P: Why do you think there was such an outcry?
R: Maybe the answer is in the result. People shut up. People don’t speak
their mind after something like that happens. We were talking about a
disgrace. We were talking about the US government in effect running a
concentration camp in Guantanamo Bay for people who had tested positive for
HIV. Maybe people just didn’t want to hear that. But I thought it was the
height of hypocricy that, in a room filled with red ribbons, which were
supposed to signify an awareness of and compassion for people with HIV and
AIDS, there could be this kind of reaction.
When people talk about inappropriate I would love to know when the
appropriate time is to talk about a concentration camp in Guantanamo Bay.
Should there be a day for this, a national protest day when everyone gets to
speak their mind in public? It’s ridiculous, the concept of whether something
is appropriate or not.
P: What has your activism cost you personally?
R: I don’t think it has cost me anything. I think it’s given me strength and
satisfaction. If you’re in the position to help someone and you do it, it’s
very rewarding.
P: Who is more political, you or Susan?
R: Well, I don’t know about that word political.
P: Who’s more conscious on a daily basis?
R: Susan is.
P: How?
R: She’s more involved on a day-to-day basis. I tend to take that energy and
try to write. She’ll work actively with organizations more than I will.
P: If you were in charge of a TV network, how would you cover the next
presidential election?
R: I would give everyone equal access. I mean everyone even the lunatics.
Because when you make the judgement as a network that there are only three
candidates, you are censoring points of view. I mean, what are they scared
of? Who’s going to vote for anyone from the Communist Party, for God’s sake?
You know? People don’t want that.
P: Has President Clinton been a disappointment to you?
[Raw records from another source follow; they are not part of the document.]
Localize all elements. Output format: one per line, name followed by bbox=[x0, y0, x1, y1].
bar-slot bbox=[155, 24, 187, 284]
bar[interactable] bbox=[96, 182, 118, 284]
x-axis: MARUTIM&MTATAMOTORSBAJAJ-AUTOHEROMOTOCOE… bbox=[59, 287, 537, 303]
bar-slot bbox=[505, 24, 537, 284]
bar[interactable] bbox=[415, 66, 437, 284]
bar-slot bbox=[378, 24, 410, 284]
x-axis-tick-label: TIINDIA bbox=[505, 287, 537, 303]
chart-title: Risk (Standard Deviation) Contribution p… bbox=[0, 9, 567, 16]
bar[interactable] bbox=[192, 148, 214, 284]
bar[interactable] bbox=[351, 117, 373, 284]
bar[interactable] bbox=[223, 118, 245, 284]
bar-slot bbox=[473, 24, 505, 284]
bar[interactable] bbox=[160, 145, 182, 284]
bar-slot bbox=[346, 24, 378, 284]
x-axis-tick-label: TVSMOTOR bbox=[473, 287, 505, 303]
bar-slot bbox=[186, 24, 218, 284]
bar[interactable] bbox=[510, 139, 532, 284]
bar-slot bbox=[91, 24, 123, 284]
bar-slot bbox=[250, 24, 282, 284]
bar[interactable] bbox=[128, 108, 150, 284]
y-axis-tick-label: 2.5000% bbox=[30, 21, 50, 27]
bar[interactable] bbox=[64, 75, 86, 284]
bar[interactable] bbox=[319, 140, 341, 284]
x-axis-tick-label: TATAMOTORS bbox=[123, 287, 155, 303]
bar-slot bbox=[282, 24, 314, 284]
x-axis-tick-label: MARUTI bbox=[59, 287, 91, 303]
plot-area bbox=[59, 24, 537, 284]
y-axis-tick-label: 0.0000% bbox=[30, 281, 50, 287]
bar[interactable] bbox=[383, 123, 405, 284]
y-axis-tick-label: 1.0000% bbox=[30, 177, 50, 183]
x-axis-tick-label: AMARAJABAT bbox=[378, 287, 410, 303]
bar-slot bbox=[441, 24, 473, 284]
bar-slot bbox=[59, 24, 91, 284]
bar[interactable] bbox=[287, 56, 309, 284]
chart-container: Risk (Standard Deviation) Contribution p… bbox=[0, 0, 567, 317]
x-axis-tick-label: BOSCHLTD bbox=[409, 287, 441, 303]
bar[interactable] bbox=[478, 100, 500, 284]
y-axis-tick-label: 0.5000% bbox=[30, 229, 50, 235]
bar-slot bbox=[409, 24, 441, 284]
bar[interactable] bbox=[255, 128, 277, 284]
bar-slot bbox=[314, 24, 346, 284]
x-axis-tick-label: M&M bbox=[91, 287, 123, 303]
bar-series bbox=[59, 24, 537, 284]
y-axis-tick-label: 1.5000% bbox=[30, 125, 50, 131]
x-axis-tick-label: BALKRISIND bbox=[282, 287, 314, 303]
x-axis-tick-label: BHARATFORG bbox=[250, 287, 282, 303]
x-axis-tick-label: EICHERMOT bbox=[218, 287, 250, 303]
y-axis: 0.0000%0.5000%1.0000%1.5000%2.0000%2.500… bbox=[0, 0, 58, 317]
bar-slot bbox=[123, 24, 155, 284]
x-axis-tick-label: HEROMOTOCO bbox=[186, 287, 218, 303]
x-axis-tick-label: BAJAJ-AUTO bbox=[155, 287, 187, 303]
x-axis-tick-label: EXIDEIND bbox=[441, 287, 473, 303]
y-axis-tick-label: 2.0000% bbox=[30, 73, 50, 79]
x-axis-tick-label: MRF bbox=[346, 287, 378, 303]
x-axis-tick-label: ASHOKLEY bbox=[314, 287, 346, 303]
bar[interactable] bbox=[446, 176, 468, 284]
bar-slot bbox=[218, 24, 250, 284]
R: In some ways, yes. He was never my guy. But I’m glad he’s in rather than
Bush or Perot. I think he’s been subject to relentless attacks since before
he was inaugurated by the Republican Party, by certain factions of the
Democratic party, by doctors, by the military and by people in the press who
are beholden to those interests.
I don’t care about his haircuts or his affairs or any of that stuff. But
there are a lot of powerful people who have a lot to lose, and that’s a large
part of the reason he’s been attacked so relentlessly from the beginning.